On 29 November 1814, The Times, known as the London Times was printed by steam, instead of manual power, the first newspaper in the world to be produced by this method. Its owner John Walter, is said to have surprised a room full of printers who were preparing hand presses for the production of that day’s paper. He showed them an already completed copy of the paper and announced, “The Times is already printed – by steam”.
On 29 November 1855, the Nightingale Fund was inaugurated at Willis’s Rooms, King Street, St. James’s Square, establishing the formal training of nurses and auxiliary staff
It was at Francis Bacon’s studio at Narrow Street, Limehouse that he met lover George Dyer as Dyer attempted to burgle the place
The dome of the O₂ weighs less than the air contained underneath it; there’s only one curved piece of glass in the Gherkin – the one right at the top
In 1862, Dr Thomas Orton, one of London’s most senior physicians, established four sibling’s deaths in Limehouse were caused by vivid green wallpaper whose constituent was arsenic
Under Paddington Green is a disused Cold War command centre its entrance covered by a bush, nearby are the top-security jail cells for terrorist suspects inside London’s Paddington Green Police Station
A fight with a fashion designer at a party is said to have inspired Ray Davis to write The Kinks hit Dedicated Follower of Fashion
During World War II the south moat at the Tower of London was used by the Yeoman Warders as allotments to grow vegetables
The neon sign on Hornsey Road Baths is the sole survivor of 12 similar signs commissioned at various London baths in the 1930s
The eastern extension of the Jubilee line is the only Underground line to feature glass screens to deter ’jumpers’
Constructed in 1850 Crystal Palace had nearly 1 million square feet of glass, about a third of all the glass produced in England that year
The Clapham South wartime bomb shelter was later used to house the first ever Jamaican immigrants who arrived in 1948 on the Empire Windrush
Trivial Matter: London in 140 characters is taken from the daily Twitter feed @cabbieblog.
A guide to the symbols used here and source material can be found on the Trivial Matter page.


Reproduce the data below in full and exclude every picture.

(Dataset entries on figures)
====================
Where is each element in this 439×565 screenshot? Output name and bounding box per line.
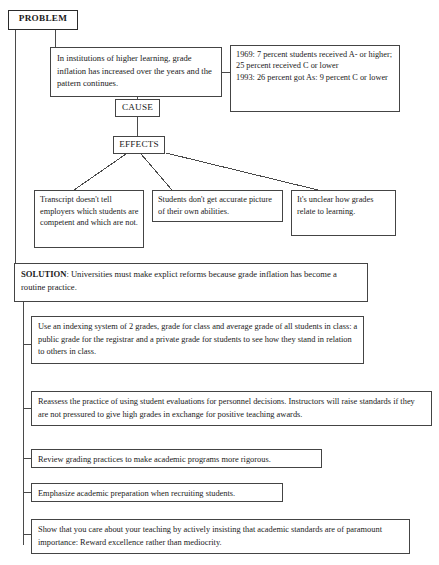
connector-effects-2 [141, 154, 172, 190]
step-box-1: Use an indexing system of 2 grades, grad… [31, 316, 364, 364]
cause-label-box: CAUSE [115, 99, 160, 117]
effects-label-text: EFFECTS [119, 139, 159, 149]
step-text-4: Emphasize academic preparation when recr… [38, 489, 235, 498]
problem-statement-box: In institutions of higher learning, grad… [50, 47, 222, 97]
statistics-text: 1969: 7 percent students received A- or … [236, 50, 394, 82]
effect-text-2: Students don't get accurate picture of t… [158, 195, 272, 216]
flow-chart-canvas: PROBLEM In institutions of higher learni… [0, 0, 439, 565]
step-text-5: Show that you care about your teaching b… [38, 525, 382, 547]
step-box-4: Emphasize academic preparation when recr… [31, 483, 283, 502]
step-text-1: Use an indexing system of 2 grades, grad… [38, 322, 357, 356]
effects-label-box: EFFECTS [113, 136, 165, 154]
solution-lead-text: SOLUTION [21, 269, 66, 279]
statistics-box: 1969: 7 percent students received A- or … [230, 45, 400, 112]
step-text-3: Review grading practices to make academi… [38, 455, 271, 464]
effect-text-3: It's unclear how grades relate to learni… [297, 195, 373, 216]
step-box-2: Reassess the practice of using student e… [31, 391, 432, 426]
solution-box: SOLUTION: Universities must make explict… [14, 263, 368, 302]
connector-effects-3 [166, 153, 318, 190]
step-box-3: Review grading practices to make academi… [31, 449, 322, 468]
cause-label-text: CAUSE [122, 102, 153, 112]
problem-label-text: PROBLEM [19, 13, 68, 23]
solution-body-text: : Universities must make explict reforms… [21, 269, 337, 292]
problem-label-box: PROBLEM [8, 10, 78, 30]
connector-effects-1 [74, 154, 126, 190]
step-text-2: Reassess the practice of using student e… [38, 397, 415, 419]
effect-box-3: It's unclear how grades relate to learni… [291, 190, 396, 236]
problem-statement-text: In institutions of higher learning, grad… [57, 53, 212, 88]
step-box-5: Show that you care about your teaching b… [31, 519, 410, 554]
effect-box-2: Students don't get accurate picture of t… [152, 190, 283, 222]
effect-box-1: Transcript doesn't tell employers which … [34, 190, 144, 248]
effect-text-1: Transcript doesn't tell employers which … [40, 195, 138, 227]
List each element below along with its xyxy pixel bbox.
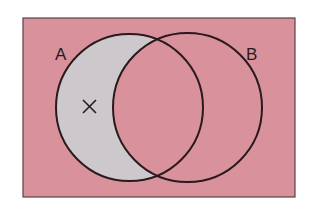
venn-diagram: A B <box>0 0 316 214</box>
set-a-label: A <box>55 45 67 64</box>
set-b-label: B <box>246 45 257 64</box>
====================
> **Response below**:
Where is each element in this 439×565 screenshot? Output name and bounding box per line.
connector-effects-2 [141, 154, 172, 190]
step-box-1: Use an indexing system of 2 grades, grad… [31, 316, 364, 364]
cause-label-box: CAUSE [115, 99, 160, 117]
effects-label-text: EFFECTS [119, 139, 159, 149]
step-text-4: Emphasize academic preparation when recr… [38, 489, 235, 498]
problem-statement-box: In institutions of higher learning, grad… [50, 47, 222, 97]
statistics-text: 1969: 7 percent students received A- or … [236, 50, 394, 82]
effect-text-2: Students don't get accurate picture of t… [158, 195, 272, 216]
flow-chart-canvas: PROBLEM In institutions of higher learni… [0, 0, 439, 565]
step-text-5: Show that you care about your teaching b… [38, 525, 382, 547]
step-box-4: Emphasize academic preparation when recr… [31, 483, 283, 502]
step-text-1: Use an indexing system of 2 grades, grad… [38, 322, 357, 356]
effects-label-box: EFFECTS [113, 136, 165, 154]
solution-lead-text: SOLUTION [21, 269, 66, 279]
statistics-box: 1969: 7 percent students received A- or … [230, 45, 400, 112]
step-text-3: Review grading practices to make academi… [38, 455, 271, 464]
effect-text-3: It's unclear how grades relate to learni… [297, 195, 373, 216]
step-box-2: Reassess the practice of using student e… [31, 391, 432, 426]
solution-box: SOLUTION: Universities must make explict… [14, 263, 368, 302]
connector-effects-3 [166, 153, 318, 190]
step-box-3: Review grading practices to make academi… [31, 449, 322, 468]
cause-label-text: CAUSE [122, 102, 153, 112]
problem-label-text: PROBLEM [19, 13, 68, 23]
solution-body-text: : Universities must make explict reforms… [21, 269, 337, 292]
problem-label-box: PROBLEM [8, 10, 78, 30]
connector-effects-1 [74, 154, 126, 190]
step-text-2: Reassess the practice of using student e… [38, 397, 415, 419]
effect-box-3: It's unclear how grades relate to learni… [291, 190, 396, 236]
problem-statement-text: In institutions of higher learning, grad… [57, 53, 212, 88]
step-box-5: Show that you care about your teaching b… [31, 519, 410, 554]
effect-box-2: Students don't get accurate picture of t… [152, 190, 283, 222]
effect-box-1: Transcript doesn't tell employers which … [34, 190, 144, 248]
effect-text-1: Transcript doesn't tell employers which … [40, 195, 138, 227]
List each element below along with its xyxy pixel bbox.
venn-diagram: A B <box>0 0 316 214</box>
set-a-label: A <box>55 45 67 64</box>
set-b-label: B <box>246 45 257 64</box>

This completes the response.